Judges: Tuthill
Filed Date: 5/24/1921
Status: Precedential
Modified Date: 10/27/2024
Judgment unanimously affirmed, with costs, on the opinion of Tuthill, J., at Trial Term. Kilet, J., not sitting.
The following is the opinion of the court below:
This action was commenced on or about September 5, 1919, to set aside a deed executed and delivered by the plaintiff to the defendant, his wife, on October 24,1916, and also a separation agreement between the parties of like date, on the ground of fraud and duress.
The contention- of plaintiff is that during the night of
The plaintiff further claims that the defendant caused his arrest, alleging that he assaulted her; that he was subsequently indicted for assault in the second degree and_ was in jail awaiting trial for about two months; that his counsel betrayed him; that he pleaded guilty to assault in the third degree and received a suspended sentence under a misapprehension and misrepresentations; that he was bewildered and incompetent to execute the deed and separation agreement, and did so without comprehending the nature of his act, all of which he asserts was the result of a conspiracy in which his wife was the principal. The defendant’s motives, plaintiff asserts, were to secure his equity in the property he conveyed and his wife’s desire to rid herself of him . after she had completely stripped him of his property. It will serve no useful purpose to recite all the details given by the plaintiff of the alleged assault. I am satisfied from plaintiff’s statement and observing him as a witness that his story is the result of a fertile imagination and the brooding over his troubles until it has become almost, if not quite, a delusion. In many respects his statements of the occurrences between himself and his wife on the night in question are not only most improbable but unbelievable. For instance, he swears that during the battery, “ She struck me in the back with a cobble-stone, and broke the sixth vertebra in the spine. * * * Then she came back and kept hanging [around] and finally she up and gave a stamp on the left foot and took the toenail off clean.” In describing a portion of the scene he says: “ Then she went in the next room, in the dining room; came back and laid on the bed beside me with her left hand off of the bed with a stone in it. Then in a couple of minutes gave a lunge on her feet and grabbed her hands on her wrists; grabbed her hair over her face and jammed her head on the left side of the door.” To expect belief in such and similar testimony of plaintiff is overtaxing credulity.
Previously and particularly during the summer of 1916, there had been domestic trouble between the parties, resulting
The only question of moment is whether the plaintiff executed the deed and separation agreement under duress of imprisonment. The rule of law applicable is. stated by Judge Cooley in Feller v. Green (26 Mich. 70, 72) as follows: “ To make out the defense of duress of imprisonment, it must appear that the party’s action has been influenced by the restraint. If he has only .paid, or secured' a just debt, while held in custody, the transaction is not to be avoided, unless he did so because of the custody.' The question is one of fact, whether he was coerced, or acted willfully; and the conclusion of coercion is not a necessary and unavoidable one from the fact of unlawful restraint.”
Under the evidence I cannot find that the plaintiff’s arrest and holding for the grand jury, and trial, were for an improper purpose, without just cause or for unlawful purposes. He had reputable and learned attorneys .to advise him and I have no doubt whatever they gave him their best judgment and sincere and conscientious advice, and that the plaintiff
After a careful consideration of the evidence and especially the plaintiff's, upon which the material part of his cause of action rests, I am satisfied that justice requires the dismissal of the complaint, with costs.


## Problem details:
Can the lines below, from the one that holds "Localize all elements." to the very end, be echoed exactly, with both ends included and no pictures?

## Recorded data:
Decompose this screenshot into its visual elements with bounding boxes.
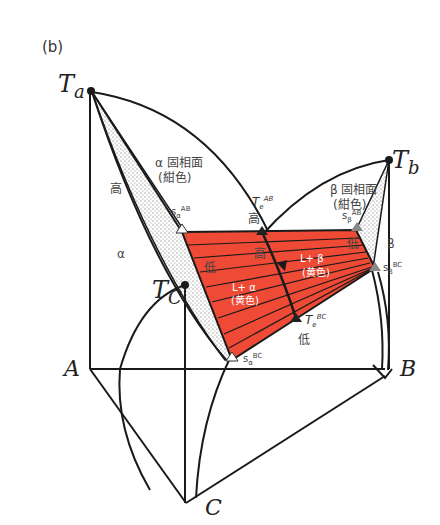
l-alpha-label: L+ α <box>232 283 256 293</box>
beta-solidus-label: β 固相面 <box>330 184 377 196</box>
s-beta-ab-label: sβAB <box>342 210 361 224</box>
vertex-b-label: B <box>400 358 416 380</box>
alpha-phase-label: α <box>117 248 125 260</box>
alpha-solidus-label: α 固相面 <box>155 157 203 169</box>
high-marker-te-ab: 高 <box>248 213 260 225</box>
vertex-ta-dot <box>87 87 95 95</box>
s-alpha-ab-label: sαAB <box>171 206 190 220</box>
vertex-tb-label: Tb <box>392 148 420 177</box>
panel-label: (b) <box>42 40 63 55</box>
vertex-ta-label: Ta <box>58 72 85 101</box>
low-marker-te-bc: 低 <box>298 334 310 346</box>
s-alpha-bc-label: sαBC <box>243 353 262 367</box>
vertex-a-label: A <box>64 358 80 380</box>
high-marker-alpha: 高 <box>110 183 122 195</box>
low-marker-beta: 低 <box>347 238 359 250</box>
te-ab-label: TeAB <box>252 196 273 211</box>
beta-phase-label: β <box>387 238 395 250</box>
l-alpha-color: (黄色) <box>231 296 259 306</box>
te-bc-label: TeBC <box>305 314 326 329</box>
l-beta-color: (黄色) <box>302 268 330 278</box>
low-marker-alpha: 低 <box>204 262 216 274</box>
vertex-tc-label: TC <box>152 278 182 307</box>
l-beta-label: L+ β <box>300 254 324 264</box>
base-triangle <box>90 369 385 503</box>
alpha-solidus-color: (紺色) <box>158 172 191 184</box>
vertex-tc-dot <box>181 281 189 289</box>
vertex-c-label: C <box>205 497 222 519</box>
s-beta-bc-label: sβBC <box>383 262 402 276</box>
high-marker-valley: 高 <box>254 248 266 260</box>
alpha-solidus-surface <box>92 92 232 360</box>
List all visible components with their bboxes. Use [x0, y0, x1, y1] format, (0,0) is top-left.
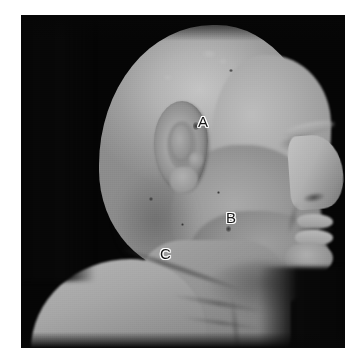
subject-head-and-neck: [21, 15, 345, 348]
background-top: [21, 15, 345, 41]
clinical-figure: A B C: [0, 0, 362, 364]
background-left: [21, 15, 95, 281]
background-bottom: [21, 332, 345, 348]
scalp-highlight: [199, 51, 219, 57]
annotation-label-c: C: [160, 246, 171, 261]
photograph-plate: A B C: [21, 15, 345, 348]
annotation-label-a: A: [198, 114, 208, 129]
ear-tragus: [189, 152, 203, 168]
skin-mark: [181, 223, 184, 226]
ear-antihelix: [171, 125, 191, 159]
scalp-highlight: [161, 75, 175, 80]
scalp-highlight: [217, 59, 229, 64]
annotation-label-b: B: [226, 210, 236, 225]
lesion-marker-b: [226, 226, 231, 232]
skin-mark: [217, 191, 220, 194]
skin-mark: [149, 197, 153, 201]
skin-mark: [229, 69, 233, 72]
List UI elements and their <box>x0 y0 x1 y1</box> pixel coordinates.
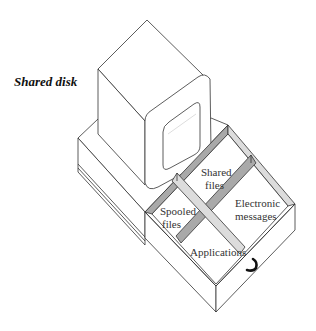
label-applications: Applications <box>190 246 246 258</box>
shared-disk-diagram: Shared disk <box>0 0 316 331</box>
computer-illustration: Shared files Spooled files Electronic me… <box>0 0 316 331</box>
label-electronic-messages: Electronic messages <box>235 197 283 222</box>
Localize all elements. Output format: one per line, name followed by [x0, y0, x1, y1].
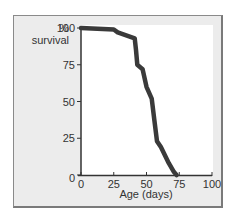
- y-tick-label: 0: [69, 172, 75, 184]
- y-tick-label: 50: [63, 96, 75, 108]
- x-axis-title: Age (days): [119, 188, 172, 200]
- x-tick-label: 25: [108, 178, 120, 190]
- y-tick-label: 100: [57, 22, 75, 34]
- x-tick-label: 100: [203, 178, 221, 190]
- x-tick-label: 0: [78, 178, 84, 190]
- survival-curve: [81, 28, 177, 175]
- x-tick-label: 75: [173, 178, 185, 190]
- y-tick-label: 75: [63, 59, 75, 71]
- y-axis: 0255075100: [57, 22, 81, 184]
- y-tick-label: 25: [63, 132, 75, 144]
- survival-chart: 0255075100 0255075100 Age (days): [0, 0, 237, 222]
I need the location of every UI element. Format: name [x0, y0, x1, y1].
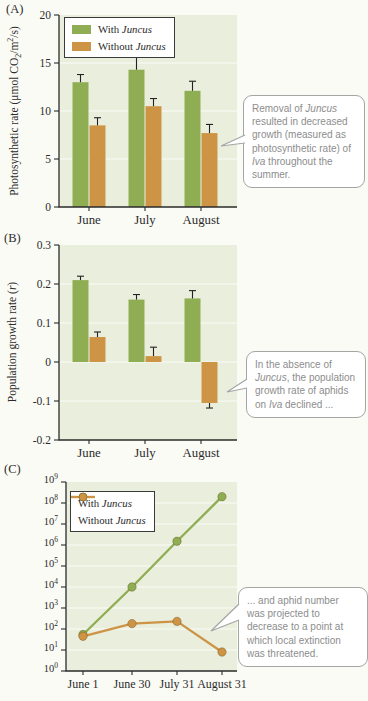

## Expected answer:
Localize all elements. Output format: one per line, name followed by [x0, y0, x1, y1].
- y-tick-label: 0: [69, 172, 75, 184]
- y-tick-label: 50: [63, 96, 75, 108]
- x-axis-title: Age (days): [119, 188, 172, 200]
- x-tick-label: 25: [108, 178, 120, 190]
- y-tick-label: 100: [57, 22, 75, 34]
- x-tick-label: 100: [203, 178, 221, 190]
- x-tick-label: 0: [78, 178, 84, 190]
- survival-curve: [81, 28, 177, 175]
- x-tick-label: 75: [173, 178, 185, 190]
- y-tick-label: 75: [63, 59, 75, 71]
- y-axis: 0255075100: [57, 22, 81, 184]
- y-tick-label: 25: [63, 132, 75, 144]
- survival-chart: 0255075100 0255075100 Age (days): [0, 0, 237, 222]
I need the location of every UI element. Format: name [x0, y0, x1, y1].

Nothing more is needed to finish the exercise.